None of that would exist or be any value without the product that was envisioned, financed, designed and then coordinated to bring them to the mass market. Ventura wouldn’t have his Jackhammer, nor his phone and computer with which to record his diatribe.

Businessmen have uncommon vision, incredible foresight, take massive risks, and devote most of the early parts of their careers to making their dreams a reality. They work through long thankless days and nights, for years, and suffer countless setbacks and yet persevere in the face of likely failure.

If and when they do attain success, it is only because they’ve created products and services that huge numbers of people crave, and willing hand over money for. Customers get goods and services that they want and believe will enrich their lives, things like computers, iPhones, game systems, and vast catalog of goods that would astound even the richest Kings and Queens in history.

It’s thanks to these geniuses, you can hold in your hand, a catalog of goods that would be the envy of the richest Kings, and you can have almost anything in days with the click of a button.

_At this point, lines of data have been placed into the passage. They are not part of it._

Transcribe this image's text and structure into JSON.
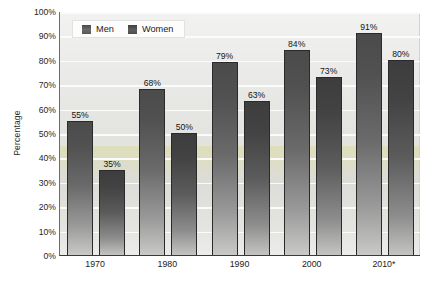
{
  "chart_data": {
    "type": "bar",
    "title": "",
    "subtitle": "",
    "xlabel": "",
    "ylabel": "Percentage",
    "categories": [
      "1970",
      "1980",
      "1990",
      "2000",
      "2010*"
    ],
    "series": [
      {
        "name": "Men",
        "values": [
          55,
          68,
          79,
          84,
          91
        ]
      },
      {
        "name": "Women",
        "values": [
          35,
          50,
          63,
          73,
          80
        ]
      }
    ],
    "value_labels": {
      "Men": [
        "55%",
        "68%",
        "79%",
        "84%",
        "91%"
      ],
      "Women": [
        "35%",
        "50%",
        "63%",
        "73%",
        "80%"
      ]
    },
    "ylim": [
      0,
      100
    ],
    "ytick_values": [
      0,
      10,
      20,
      30,
      40,
      50,
      60,
      70,
      80,
      90,
      100
    ],
    "ytick_labels": [
      "0%",
      "10%",
      "20%",
      "30%",
      "40%",
      "50%",
      "60%",
      "70%",
      "80%",
      "90%",
      "100%"
    ],
    "grid": true,
    "grid_axis": "y",
    "legend_position": "top-left-inside",
    "legend_entries": [
      "Men",
      "Women"
    ],
    "colors": {
      "men_bar_top": "#4b4b4b",
      "men_bar_bottom": "#c9c9c7",
      "women_bar_top": "#3d3d3d",
      "women_bar_bottom": "#c4c4c2",
      "bar_outline": "#2a2a2a",
      "plot_background": "#e6e6e3",
      "gridline": "#fbfbfa",
      "axis_line": "#3a3a3a",
      "text": "#1a1a1a",
      "canvas_background": "#ffffff"
    }
  },
  "axes": {
    "y_title": "Percentage"
  },
  "legend": {
    "entries": [
      {
        "label": "Men",
        "swatch_name": "legend-swatch-men"
      },
      {
        "label": "Women",
        "swatch_name": "legend-swatch-women"
      }
    ]
  },
  "footnote": {
    "text": ""
  }
}
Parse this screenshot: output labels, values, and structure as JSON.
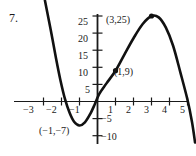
{
  "problem": {
    "number": "7."
  },
  "chart_data": {
    "type": "line",
    "title": "",
    "xlabel": "",
    "ylabel": "",
    "xlim": [
      -3.6,
      5.7
    ],
    "ylim": [
      -13,
      30
    ],
    "grid": false,
    "legend": null,
    "function_description": "cubic curve with local minimum (-1,-7) and local maximum (3,25)",
    "x_ticks": [
      -3,
      -2,
      -1,
      1,
      2,
      3,
      4,
      5
    ],
    "x_tick_labels": [
      "−3",
      "−2",
      "−1",
      "1",
      "2",
      "3",
      "4",
      "5"
    ],
    "y_ticks": [
      5,
      10,
      15,
      20,
      25,
      -5,
      -10
    ],
    "y_tick_labels": [
      "5",
      "10",
      "15",
      "20",
      "25",
      "−5",
      "−10"
    ],
    "marked_points": [
      {
        "x": 3,
        "y": 25,
        "label": "(3,25)",
        "marker": "filled-dot"
      },
      {
        "x": 1,
        "y": 9,
        "label": "(1,9)",
        "marker": "filled-dot"
      },
      {
        "x": -1,
        "y": -7,
        "label": "(−1,−7)",
        "marker": "none"
      }
    ],
    "curve_points": [
      {
        "x": -2.92,
        "y": 29.5
      },
      {
        "x": -2.6,
        "y": 21.0
      },
      {
        "x": -2.3,
        "y": 12.5
      },
      {
        "x": -2.05,
        "y": 6.0
      },
      {
        "x": -1.8,
        "y": 0.6
      },
      {
        "x": -1.55,
        "y": -3.3
      },
      {
        "x": -1.3,
        "y": -5.9
      },
      {
        "x": -1.0,
        "y": -7.0
      },
      {
        "x": -0.7,
        "y": -6.1
      },
      {
        "x": -0.4,
        "y": -3.6
      },
      {
        "x": -0.15,
        "y": -0.8
      },
      {
        "x": 0.1,
        "y": 2.2
      },
      {
        "x": 0.5,
        "y": 5.3
      },
      {
        "x": 1.0,
        "y": 9.0
      },
      {
        "x": 1.5,
        "y": 13.8
      },
      {
        "x": 2.0,
        "y": 18.5
      },
      {
        "x": 2.5,
        "y": 22.6
      },
      {
        "x": 3.0,
        "y": 25.0
      },
      {
        "x": 3.4,
        "y": 24.6
      },
      {
        "x": 3.8,
        "y": 21.6
      },
      {
        "x": 4.2,
        "y": 16.3
      },
      {
        "x": 4.6,
        "y": 8.6
      },
      {
        "x": 5.0,
        "y": 0.5
      },
      {
        "x": 5.25,
        "y": -6.0
      },
      {
        "x": 5.42,
        "y": -12.0
      }
    ],
    "axis_color": "#1a1a1a",
    "curve_color": "#111111"
  }
}
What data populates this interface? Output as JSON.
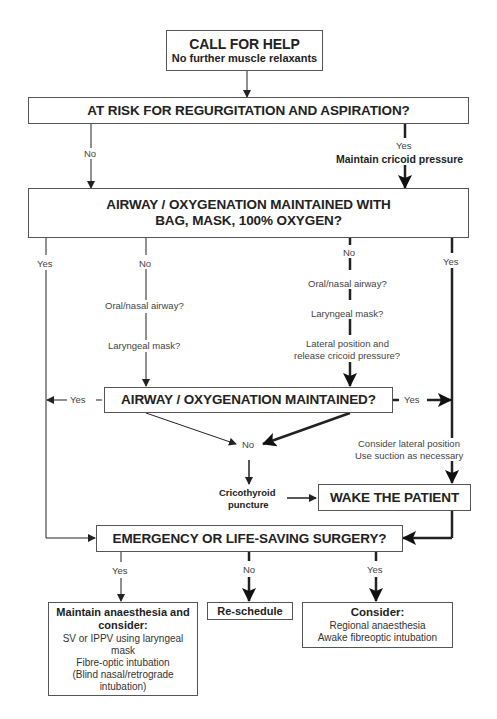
{
  "diagram": {
    "type": "flowchart",
    "nodes": {
      "call_for_help": {
        "title": "CALL FOR HELP",
        "subtitle": "No further muscle relaxants"
      },
      "risk": {
        "title": "AT RISK FOR REGURGITATION AND ASPIRATION?"
      },
      "bag_mask": {
        "line1": "AIRWAY / OXYGENATION MAINTAINED WITH",
        "line2": "BAG, MASK, 100% OXYGEN?"
      },
      "maintained": {
        "title": "AIRWAY / OXYGENATION MAINTAINED?"
      },
      "wake": {
        "title": "WAKE THE PATIENT"
      },
      "emergency": {
        "title": "EMERGENCY OR LIFE-SAVING SURGERY?"
      },
      "maintain_anaesthesia": {
        "title1": "Maintain anaesthesia and",
        "title2": "consider:",
        "items": [
          "SV or IPPV using laryngeal",
          "mask",
          "Fibre-optic intubation",
          "(Blind nasal/retrograde",
          "intubation)"
        ]
      },
      "reschedule": {
        "title": "Re-schedule"
      },
      "consider": {
        "title": "Consider:",
        "items": [
          "Regional anaesthesia",
          "Awake fibreoptic intubation"
        ]
      }
    },
    "labels": {
      "risk_no": "No",
      "risk_yes": "Yes",
      "cricoid": "Maintain cricoid pressure",
      "bag_yes_left": "Yes",
      "bag_no_left": "No",
      "oral_nasal_left": "Oral/nasal airway?",
      "laryngeal_left": "Laryngeal mask?",
      "bag_no_right": "No",
      "oral_nasal_right": "Oral/nasal airway?",
      "laryngeal_right": "Laryngeal mask?",
      "lateral1": "Lateral position and",
      "lateral2": "release cricoid pressure?",
      "bag_yes_right": "Yes",
      "maintained_yes_left": "Yes",
      "maintained_yes_right": "Yes",
      "maintained_no": "No",
      "consider_lateral1": "Consider lateral position",
      "consider_lateral2": "Use suction as necessary",
      "crico1": "Cricothyroid",
      "crico2": "puncture",
      "emerg_yes_left": "Yes",
      "emerg_no": "No",
      "emerg_yes_right": "Yes"
    },
    "colors": {
      "line": "#222222",
      "box_border": "#555555",
      "background": "#ffffff"
    }
  }
}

Instead of backbreaking labor in the fields seven days a week, cars, computers, the internet and many other technologies, have made us hundreds of times more productive, in conditions that are much safer and more comfortable than at any time in history.

You could take all the muscle you like, and all the jackhammers in the world, and labor for days until you drop dead, and not produce a damn thing that anyone would want.

Profits are a mark of virtue. It sums up the estimate of the billions of people in the market who vote with their dollars for products and services. Billionaires are voluntarily “voted” rich by their constituents, their customers, customers who are free to spend their money elsewhere.

Billionaires make their money they don’t take it. They deserve every penny. And they deserve our respect and admiration.